Capitalism has in-built tendencies towards melancholia, in Freud’s sense of an inability to accept the loss of the past. As Piketty shows, as capitalism develops, it becomes more and more plausible for some to live off inherited assets that one had no responsibility for inventing or building and may have no interest in using. The sense of debt towards the past can be stultifying. For most others living in such a society, the present involves the paying off of past debts, another melancholic condition, as we explored in Financial Melancholia. From an Austrian perspective, state bail-outs of the financial system repesented another melancholic refusal to let the mistakes of the past go, and face the future anew. The point is that only relatively drastic acts of cancellation and destruction can wipe the slate clean.
The flush of what Mark Fisher calls ‘popular modernism’, which lasted from the late 1950s through to the early 1990s, is now a legacy of this euphoric innocence that we can only look back on. Those born in the 1940s and ’50s owed nothing to the past, because the past had been blitzed, flattened, written off, cancelled. That trough in Piketty’s graph above was a unique opportunity for playfulness, uninhibited by fear of what one’s creditors or benefactors might think.

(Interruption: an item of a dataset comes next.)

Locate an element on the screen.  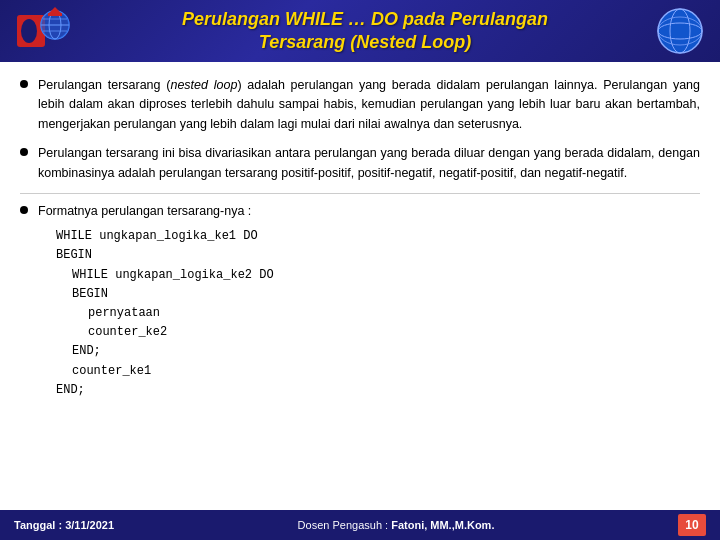
left-logo-icon is located at coordinates (45, 31).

I wonder if what we find most alluring about Bowie today is his apparent lack of debt, in the constrictive, guilty sense of an obligation to honour one’s past promises. The contemporary financialisation of everyday life involves a fixing of individuals in certain life trajectories. Whatever we do, we have to stick to the path that guarantees a steady, predictable income, as calculated by past creditors. The past devours the future. Digital technology and social media assists with this, helping to fix our identities in place and render them transparent to credit-raters. In that sense, the cliched claim that we love Bowie because we’re all now engaged in self-invention seems to me the opposite of the truth: we mourn him because, short of another war or a truly destructive financial crisis, the idea of such freedom now seems impossible to envisage ever again.